Quantum sensor could be key to understanding cell formation and detecting diseases

They are brilliant, biological and can help save lives. New sensor based on quantum mechanics is manufactured by the human body itself.

Quantum sensors made from a glowing protein can be produced by living cells and can be used to measure small changes in the body with much greater precision.

This could one day help early detection of diseasesu in tracking cell formation, says .

The sensors, already successfully tested on rats, are based on quantum mechanical property of spin and can measure temperature, magnetic fields and other phenomena much more sensitively than conventional devices.

Innovation is based diamonds that contain a microscopic defect that makes your spin interact with external magnetic fieldsmaking the diamonds shine in a measurable way.

Although these devices are sensitive, no one has yet been able to direct them to specific cellular processes.

The key to the sensor lies in a common fluorescent protein used in biological research called enhanced yellow fluorescent protein (EYFP).

“We want to obtain something on the scale of a few nanometers that is biocompatible”, says the researcher David Avshalom. “We can try manufacture a molecular system and make it biocompatible, that’s one way. The other way is to start with something that is biological, like a protein.”

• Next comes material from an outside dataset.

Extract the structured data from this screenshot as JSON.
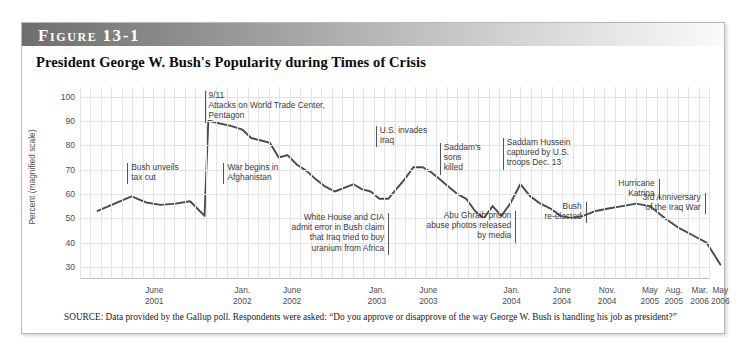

To make the protein work as a quantum sensor, Awschalom and his colleagues fired a blue laser at the fluorophorethe light-sensitive compound it contains, to temporarily change the spin of its electrons, they explain in the published in November last year. Electric fields or temperature changes can then be read by a red laser.

The researchers showed that the sensor’s quantum properties could be precisely controlled using microwaves and measurements using the red laser.

They further produced the protein sensor in a solution at room temperature and showed that it was stable. “It’s amazing that you cancoherently control a spin in a protein at room temperature“, it says Eric Gauger professor at Heriot-Watt University, in the United Kingdom.

EYFP, which is modified from a glowing protein first extracted from bioluminescent crystal jelly ((equal victory) can be linked to any protein produced inside a cell, genetically modifying the cell’s protein production processes.

The location of the protein can then be tracked using its fluorescent properties. “We have the ability to use lighting and microwave control to not only see where they are, but also to ddetect the magnetic environment around these proteins“, says Gauger.

Now, scientists hope that the sensor can be used in early detection of diseases or in tracking cell formation processes.

“We are taking advantage of what people know how to do well, but this gives us a wealth of additional potential information,” he concludes.